Abe—one of those smart guys who is incessantly described as brilliant by supporting characters, mostly women—arrives at fictional Braylin College alcoholic and effectively impotent, and then proceeds to become an object of fascination for students and assorted lonely faculty members. (“He’s done every drug,” says one. “He hates them.”) The funny thing is that, despite the tell-don’t-show-isms that tend to undermine Allen’s late-period writing, Abe is actually quite endearing as a presence. If Owen Wilson’s turn in Midnight In Paris is the go-to example of an actor making Allen’s comic patter sound like his own, then Phoenix’s performance here—which involves a lot of loud nose-breathing—is an object lesson in how a star can disrupt his own movie, sometimes for the better.
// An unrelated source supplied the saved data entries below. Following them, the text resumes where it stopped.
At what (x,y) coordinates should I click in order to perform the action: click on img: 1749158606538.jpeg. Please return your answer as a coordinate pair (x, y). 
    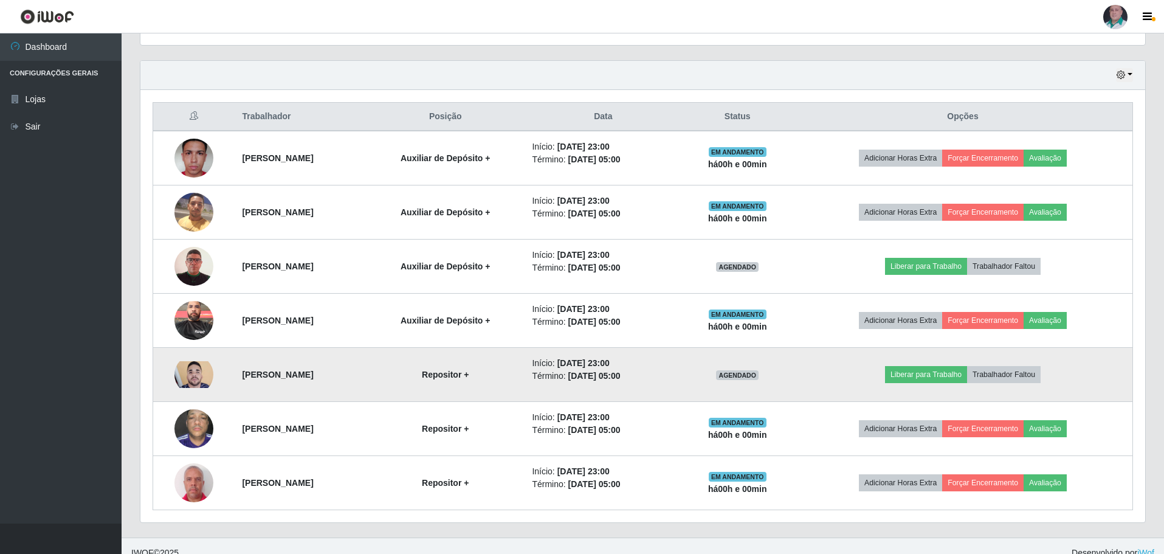
    Looking at the image, I should click on (194, 482).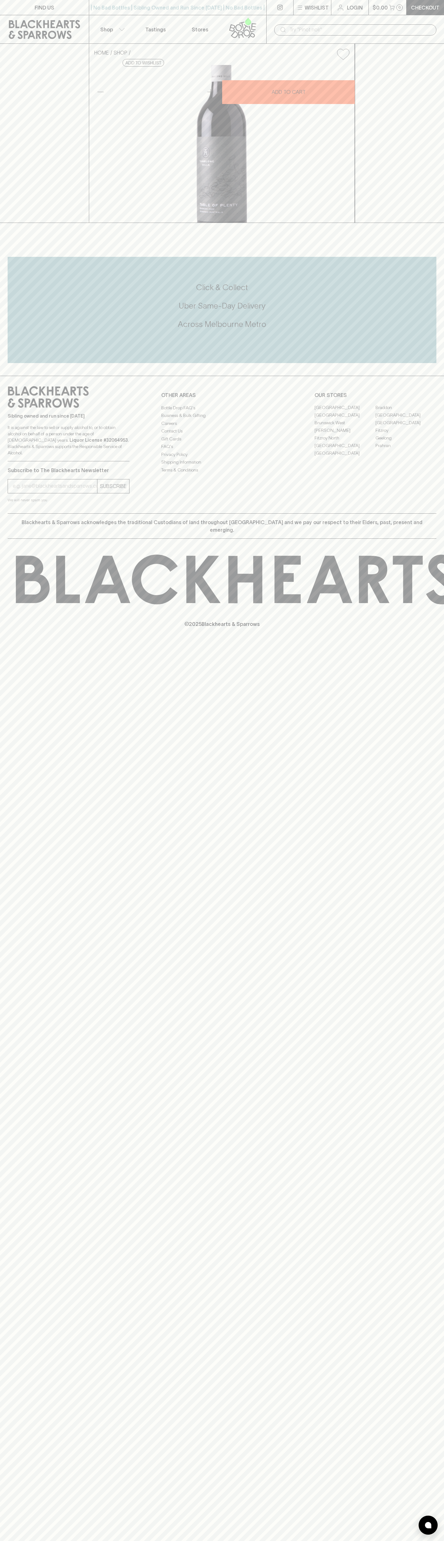  Describe the element at coordinates (380, 8) in the screenshot. I see `p: $0.00` at that location.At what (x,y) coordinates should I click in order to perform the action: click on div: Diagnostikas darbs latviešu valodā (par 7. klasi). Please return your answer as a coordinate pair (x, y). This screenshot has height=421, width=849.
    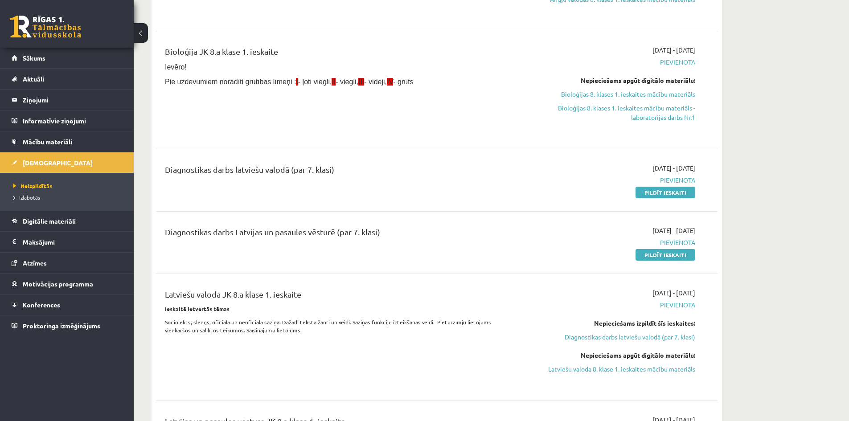
    Looking at the image, I should click on (339, 172).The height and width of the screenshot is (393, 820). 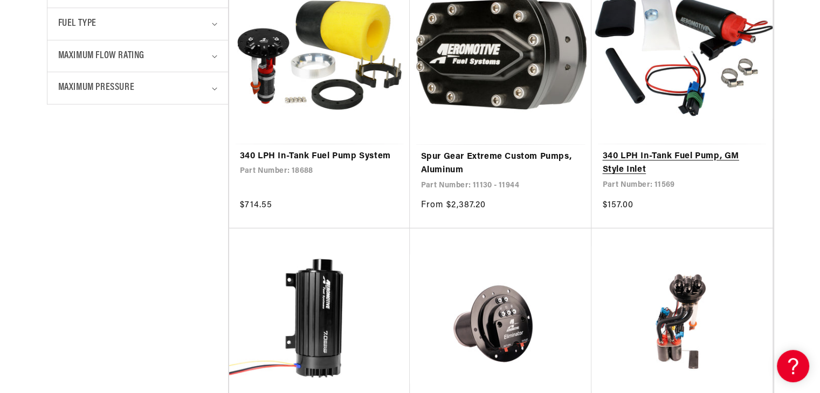 What do you see at coordinates (137, 88) in the screenshot?
I see `summary: Maximum Pressure (0 selected)` at bounding box center [137, 88].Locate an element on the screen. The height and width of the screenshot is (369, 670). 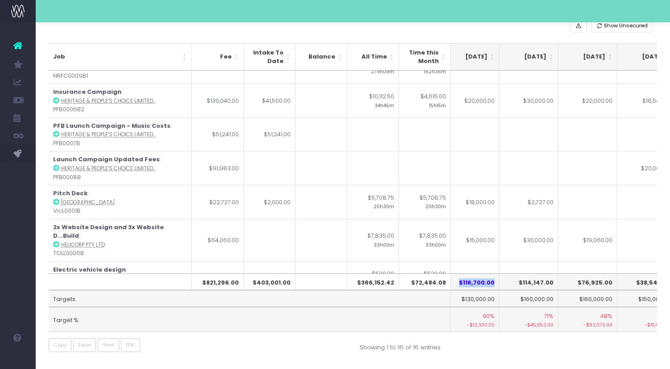
td: Targets is located at coordinates (249, 298).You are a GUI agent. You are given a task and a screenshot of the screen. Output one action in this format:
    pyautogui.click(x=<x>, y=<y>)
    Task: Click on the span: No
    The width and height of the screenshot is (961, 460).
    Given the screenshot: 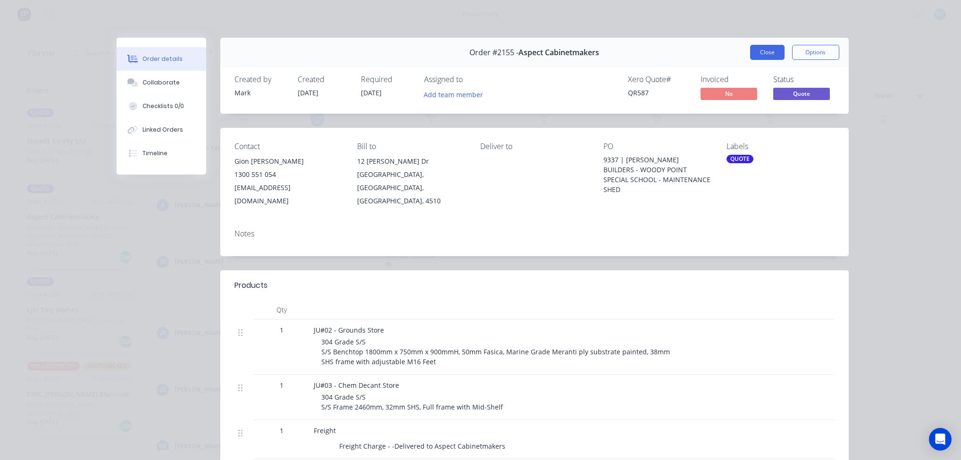 What is the action you would take?
    pyautogui.click(x=729, y=93)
This, of course, is all relative to the relaxed standards of post-peak Woody Allen, where damn near everything feels like a first-draft script acted by a cast that has been given zero direction.

Said cast, smaller and less disorganized than usual, puts Abe between two women: married colleague Rita Richards (Parker Posey), who dreams of ditching her husband and running away to Spain, and undergrad Jill (Emma Stone, acting in a different movie), who becomes Abe’s de facto intellectual and personal confidante on campus and unwittingly inspires his murder plot. She is also the movie’s co-narrator, alternating voice-overs with Abe. Irrational Man—which takes its title from William Barrett’s once-popular introductory text on existentialist philosophy—is at its most interesting (or at least its most consistent) in its off-beat middle stretch, which finds our pot-bellied anti-hero newly energized by a secret scheme to murder a total stranger in broad daylight. It is, basically, a one-joke premise: If happiness is a question of personal purpose, then what could make a person happier than a plot to kill? Everybody tells Abe how much better he’s been looking lately, and all he thinks about are the exotic poisons he could steal from the chemistry department.

Part of the problem of writing or talking about later Woody Allen is that one can’t resist the urge to point out all the Allen-isms, and probably shouldn’t. So here, again, is a repeated piece of music (Ramsey Lewis Trio doing “The ‘In’ Crowd”) that seems to tighten around the movie, and that now-familiar philosophy of life that probably wouldn’t seem so tired if one ever got the sense that it was being developed, instead of simply re-circulating for decades. “The same old” is Allen’s default mode, and here it trucks along to a modest insight and an arbitrary twist-of-fate ending. But at least there are a few bumps along the way—courtesy of Phoenix and a sly Chekhov’s-gun tease—and, as always, some pretty lighting by the great Darius Khondji.